- Title: ROMANIA:TENSIONS GROW IN ROMANIA AS ETHNIC HUNGARIANS DEMAND GREATER AUTONOMY.
- Date: 3rd August 1994
- Summary: COVASNA, ROMANIA (AUGUST 3 - 5, 1994) 1. GVS TOURISTS IN MARKETPLACE 0.08 2. GVS PEOPLE CUTTING AND CARVING WOOD 0.15 3. CU BOY'S HEAD 0.19 4. GV EXAMPLE OF LOCAL INLAID WOOD WORK 0.22 5. GV EXTERIOR OF POTTERY WORKS 0.24 6. GV POTTER AT WORK 0.28 7. SVS OLD WOMAN DECORATING POTTERY 0.37 8. GV/CU POTTER WORKING ON VASE 0.49 9. GV BAKING BREAD 0.52 10.GVS/CUS BAKERS BEATING BREAD WITH STICKS 1.09 11.GV STORKS NESTING ON TELEGRAPH POLE 1.13 12.GV BARN 1.18 13.SCU HUNGARIAN DEMOCRATIC UNION OF ROMANIA LEADER ARPAD MARTON SAYING TENSIONS IN TRANSYLVANIA ARE SIMILAR TO THOSE IN FORMER YUGOSLAVIA, WITH THE ROMANIAN GOVERNMENT TAKING A DANGEROUS PATH OF NATIONALIST INTOLERANCE, SIMILAR TO THAT FOLOWED BY THE SERBIAN LEADERSHIP (HUNGARIAN) 1.47 14.CU BILINGUAL ROAD SIGN 1.51 15.GVS/SVS WOMEN AND CHILDREN WASHING CLOTHES IN RIVER 2.01 Initials Script is copyright Reuters Limited. All rights reserved.

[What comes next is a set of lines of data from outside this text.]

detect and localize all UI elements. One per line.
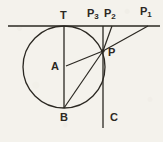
- label-B: B: [60, 112, 68, 123]
- diagram-canvas: [0, 0, 163, 142]
- label-P1-subscript: 1: [147, 10, 151, 19]
- label-A: A: [51, 61, 59, 72]
- label-P3-subscript: 3: [94, 12, 98, 21]
- label-P2-subscript: 2: [111, 12, 115, 21]
- label-P2: P2: [104, 8, 116, 19]
- label-P1: P1: [140, 6, 152, 17]
- geometry-figure: T A B C P P3 P2 P1: [0, 0, 163, 142]
- point-p-marker: [101, 49, 104, 52]
- label-P3: P3: [87, 8, 99, 19]
- label-T: T: [60, 10, 67, 21]
- label-P: P: [108, 47, 115, 58]
- label-C: C: [110, 112, 118, 123]
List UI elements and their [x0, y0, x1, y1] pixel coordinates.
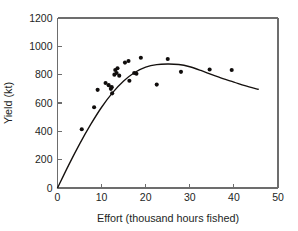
tick-marks-group — [58, 18, 279, 188]
data-point — [110, 91, 114, 95]
data-point — [80, 127, 84, 131]
x-tick-label: 30 — [184, 191, 196, 203]
x-tick-label: 40 — [228, 191, 240, 203]
y-tick-label: 800 — [35, 68, 53, 80]
data-point — [208, 68, 212, 72]
data-points-group — [80, 56, 234, 132]
x-axis-title: Effort (thousand hours fished) — [97, 212, 239, 224]
y-axis-tick-labels: 020040060080010001200 — [29, 12, 53, 194]
y-axis-title: Yield (kt) — [2, 82, 14, 124]
data-point — [123, 61, 127, 65]
data-point — [115, 66, 119, 70]
fitted-curve — [58, 64, 259, 188]
y-tick-label: 1000 — [29, 40, 53, 52]
data-point — [155, 83, 159, 87]
data-point — [134, 72, 138, 76]
y-tick-label: 0 — [47, 182, 53, 194]
data-point — [96, 88, 100, 92]
y-tick-label: 600 — [35, 97, 53, 109]
chart-canvas: 020040060080010001200 01020304050 Effort… — [0, 0, 298, 231]
y-tick-label: 400 — [35, 125, 53, 137]
data-point — [179, 70, 183, 74]
data-point — [110, 85, 114, 89]
x-tick-label: 10 — [96, 191, 108, 203]
axes-group — [58, 18, 279, 188]
x-tick-label: 20 — [140, 191, 152, 203]
data-point — [127, 79, 131, 83]
data-point — [139, 56, 143, 60]
data-point — [126, 59, 130, 63]
x-tick-label: 50 — [272, 191, 284, 203]
x-tick-label: 0 — [55, 191, 61, 203]
data-point — [230, 68, 234, 72]
x-axis-tick-labels: 01020304050 — [55, 191, 284, 203]
data-point — [117, 74, 121, 78]
y-tick-label: 200 — [35, 153, 53, 165]
y-tick-label: 1200 — [29, 12, 53, 24]
yield-effort-scatter-figure: 020040060080010001200 01020304050 Effort… — [0, 0, 298, 231]
data-point — [92, 105, 96, 109]
data-point — [166, 57, 170, 61]
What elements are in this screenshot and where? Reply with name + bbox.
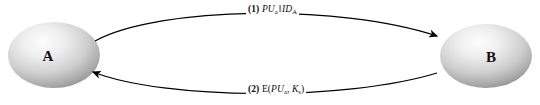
edge-msg2-arrow <box>93 72 437 94</box>
node-b-label: B <box>486 49 496 65</box>
edge-msg1-arrow <box>95 13 437 41</box>
node-a-label: A <box>43 48 54 64</box>
node-a-shape <box>8 22 100 88</box>
diagram-graphics: A B <box>0 0 540 105</box>
diagram-canvas: A B (1) PUa‖IDA (2) E(PUa, Ks) <box>0 0 540 105</box>
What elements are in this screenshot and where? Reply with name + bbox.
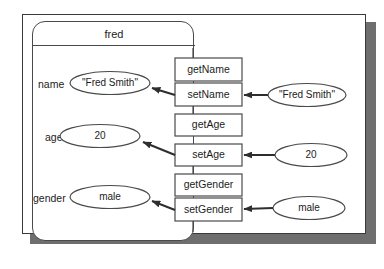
attribute-value-name: "Fred Smith"	[70, 77, 150, 88]
method-label-setGender: setGender	[173, 203, 244, 215]
argument-value-name: "Fred Smith"	[267, 89, 347, 100]
arrow-setGender-to-gender	[152, 201, 175, 210]
method-label-getName: getName	[175, 63, 242, 75]
method-label-getGender: getGender	[173, 178, 244, 190]
method-label-getAge: getAge	[175, 118, 242, 130]
diagram-overlay	[0, 0, 384, 269]
attribute-value-gender: male	[70, 191, 150, 202]
object-diagram-figure: fred name age gender	[0, 0, 384, 269]
arrow-setName-to-name	[152, 88, 175, 95]
arrow-setAge-to-age	[143, 142, 175, 155]
argument-value-age: 20	[271, 149, 351, 160]
attribute-value-age: 20	[60, 130, 140, 141]
argument-value-gender: male	[269, 202, 349, 213]
method-label-setAge: setAge	[175, 148, 242, 160]
method-label-setName: setName	[175, 88, 242, 100]
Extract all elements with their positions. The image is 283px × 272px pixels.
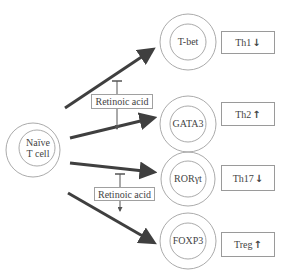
naive-label-line2: T cell <box>21 148 55 159</box>
up-arrow-icon: ↑ <box>254 239 262 250</box>
outcome-th2-label: Th2 <box>235 109 251 120</box>
retinoic-acid-box-1: Retinoic acid <box>91 94 153 109</box>
outcome-th17-label: Th17 <box>233 173 254 184</box>
gata3-label: GATA3 <box>168 118 208 129</box>
retinoic-acid-box-2: Retinoic acid <box>94 187 155 201</box>
retinoic-acid-1-inhibition <box>112 81 122 94</box>
outcome-th1-box: Th1 ↓ <box>221 31 275 54</box>
outcome-th17-box: Th17 ↓ <box>221 165 275 191</box>
arrow-to-rorgt <box>70 163 153 172</box>
tbet-label: T-bet <box>168 36 208 47</box>
down-arrow-icon: ↓ <box>255 173 263 184</box>
naive-label-line1: Naïve <box>21 137 55 148</box>
outcome-th2-box: Th2 ↑ <box>221 102 275 126</box>
foxp3-label: FOXP3 <box>168 235 208 246</box>
rorgt-label: RORγt <box>168 173 208 184</box>
naive-t-cell-label: Naïve T cell <box>21 137 55 159</box>
retinoic-acid-2-inhibition <box>115 174 125 187</box>
arrow-to-gata3 <box>70 118 153 138</box>
outcome-treg-label: Treg <box>234 239 253 250</box>
down-arrow-icon: ↓ <box>252 37 260 48</box>
up-arrow-icon: ↑ <box>252 109 260 120</box>
outcome-th1-label: Th1 <box>235 37 251 48</box>
outcome-treg-box: Treg ↑ <box>221 232 275 257</box>
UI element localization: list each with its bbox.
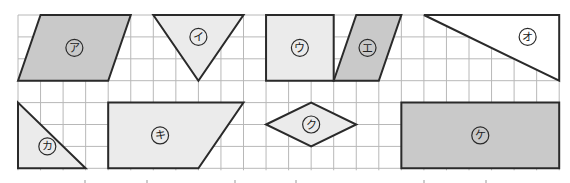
shapes-grid-diagram: アイウエオカキクケ <box>0 0 570 183</box>
shape-label: イ <box>193 31 204 44</box>
shape-ku-rhombus: ク <box>266 103 356 147</box>
shape-label: ク <box>306 119 317 132</box>
shape-ke-rectangle: ケ <box>401 103 559 169</box>
shape-label: ケ <box>475 129 486 142</box>
shape-label: ア <box>69 42 80 55</box>
shape-a-parallelogram: ア <box>18 15 131 81</box>
shape-label: キ <box>155 129 166 142</box>
shape-ki-trapezoid: キ <box>108 103 243 169</box>
shape-outline <box>108 103 243 169</box>
shape-u-square: ウ <box>266 15 334 81</box>
shape-ka-triangle: カ <box>18 103 86 169</box>
shape-label: エ <box>362 42 373 55</box>
shape-label: オ <box>522 31 533 44</box>
shape-e-parallelogram: エ <box>334 15 402 81</box>
shape-label: カ <box>42 140 53 153</box>
shape-outline <box>18 103 86 169</box>
shape-label: ウ <box>294 42 305 55</box>
shape-i-triangle: イ <box>153 15 243 81</box>
bottom-tick-marks <box>85 180 486 183</box>
shape-outline <box>153 15 243 81</box>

- Embargoed: 18th August 1994 13:00
- Keywords:
- Location: COVASNA, ROMANIA
- City:
- Country: Romania
- Reuters ID: LVAE8TA26IJMILH97SFO1J8OTM4D
- Story Text: Ethnic Hungarians in a remote area of Transylvania in Romania have recently called for a greater degree of autonomy amid fears that their situation could mirror that of former Yugoslavia.
Local political leaders demanded a greater degree of autonomy for their community, which they say would nevertheless stop short of a radical break-away move.
Arpad Marton, local leader of the Hungarian Democratic Union of Romania, a party claiming to represent the country's ethnic Hungarians, said they wanted territorial self-rule, which did not mean secession from Romania.
Their main demands include the right to use their mother tongue in public life and education for all grades.
People in Covasna speak Hungarian. Villagers are the most conservative and they are usually reluctant to speak Romanian, the official language.
Marton said that tensions were similar to those in former Yugoslavia and that Romania's present-day rulers were taking a path of intolerance similar to that taken by Yugoslavia's nationalist Serbian leaders four years ago.
Four people were killed in inter-ethnic clashes which erupted in the Transylvanian town of Tirgu Mures in 1990. Romanian nationalists suspect Budapest of having designs on the region, which was once ruled by the Austro-Hungarian empire.